Katz-Wisnudel v. Lower Manhattan Dialysis Ctr., Inc.
This text of 2026 NY Slip Op 00089 (Katz-Wisnudel v. Lower Manhattan Dialysis Ctr., Inc.) is published on Counsel Stack Legal Research, covering Appellate Division of the Supreme Court of the State of New York primary law. Counsel Stack provides free access to over 12 million legal documents including statutes, case law, regulations, and constitutions.
Opinion
| Katz-Wisnudel v Lower Manhattan Dialysis Ctr., Inc. |
| 2026 NY Slip Op 00089 |
| Decided on January 13, 2026 |
| Appellate Division, First Department |
| Published by New York State Law Reporting Bureau pursuant to Judiciary Law § 431. |
| This opinion is uncorrected and subject to revision before publication in the Official Reports. |
Decided and Entered: January 13, 2026
Before: Kern, J.P., Scarpulla, Friedman, O'Neill Levy, Chan, JJ.
Index No. 155252/21|Appeal No. 5197|Case No. 2024-03578|
v
Lower Manhattan Dialysis Center, Inc., et al., Respondents.
Law Office of Rachel L. Kaylie, P.C., Brooklyn (Rachel L. Kaylie of counsel), for appellant.
Law Offices of Shahab Katirachi, New York (Lawrence Getzler of counsel), for Lower Manhattan Dialysis Center Inc., respondent.
Order, Supreme Court, New York County (Lisa S. Headley, J.), entered on or about May 1, 2024, which granted defendant Lower Manhattan Dialysis Center, Inc.'s motion for summary judgment dismissing the complaint as against it, unanimously affirmed, without costs.
Plaintiff's decedent, a dialysis patient with limited mobility, slipped and fell on an icy access ramp leading from the sidewalk to a below-ground level plaza that housed several businesses including a dialysis center operated by defendant Lower Manhattan Dialysis Center, Inc. (LMDC). LMDC leased the space from defendant-landlord Park Towers Tenants Corp. (Park Towers).
Plaintiff failed to raise any issue of fact whether LMDC had a duty to maintain the ramp. Under the lease between landlord Park Towers and tenant LMDC, only Park Towers is required to "keep the entrances, exits, steps and walkways leading to and from the Building and the Demised Premises clean, free from ice, snow and other hazards." The lease does not limit Park Towers' responsibility to business hours or require LMDC, or other tenants who used this shared ramp, to remove ice or snow from the ramp when Park Towers' employees have not done so before LMDC opens in the early morning (see Vivas v VNO Bruckner Plaza LLC, 113 AD3d 401, 402 [1st Dept 2014]; Figueroa v Tso, 251 AD2d 959 [3d Dept 1998]).
Plaintiff argues that because some of LMDC's dialysis patients have limited mobility and need to use the ramp to reach LMDC's office, the doctrine of special use requires LMDC to maintain the ramp. Assuming the doctrine could apply here, the record shows that aside from other businesses in the plaza using the ramp, not just LMDC, there is no showing that LMDC altered the ramp or installed any devices to accommodate its patients. Thus, LMDC did not derive any special benefit from the ramp (see Lebron v City of New York, 144 AD3d 566 [1st Dept 2016]; Trent-Clark v City of New York, 114 AD3d 558, 559 [1st Dept 2014]; cf. LaRosa v Corner Locations, II, L.P., 169 AD3d 512, 513 [1st Dept 2019] [question of fact whether tenant made special use of sidewalk cellar door that was expressly part of the leased premises]; Weiskopf v City of New York, 5 AD3d 202, 203 [1st Dept 2004] [installation subway entrance substructure constituted special use by transit authority]).
THIS CONSTITUTES THE DECISION AND ORDER OF THE SUPREME COURT, APPELLATE DIVISION, FIRST DEPARTMENT.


WORK TO BE COMPLETED: Which lines of the records below contain the word "arrow"? Copy each of them out.

(Stored items from a collection)

━━━━━━

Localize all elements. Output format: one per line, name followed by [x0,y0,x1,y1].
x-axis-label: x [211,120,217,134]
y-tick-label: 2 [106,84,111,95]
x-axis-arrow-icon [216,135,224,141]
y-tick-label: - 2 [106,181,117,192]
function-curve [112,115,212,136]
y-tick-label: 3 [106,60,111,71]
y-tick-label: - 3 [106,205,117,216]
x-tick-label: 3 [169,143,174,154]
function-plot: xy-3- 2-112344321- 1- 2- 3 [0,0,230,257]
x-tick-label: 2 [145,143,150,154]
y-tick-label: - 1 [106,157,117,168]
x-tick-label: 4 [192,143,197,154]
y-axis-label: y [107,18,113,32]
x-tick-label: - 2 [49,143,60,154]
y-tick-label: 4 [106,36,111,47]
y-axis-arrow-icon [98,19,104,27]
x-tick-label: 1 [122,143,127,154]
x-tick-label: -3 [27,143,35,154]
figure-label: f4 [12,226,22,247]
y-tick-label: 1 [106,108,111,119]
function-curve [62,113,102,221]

━━━━━━

TASK RESPONSE:
x-axis-arrow-icon [216,135,224,141]
y-axis-arrow-icon [98,19,104,27]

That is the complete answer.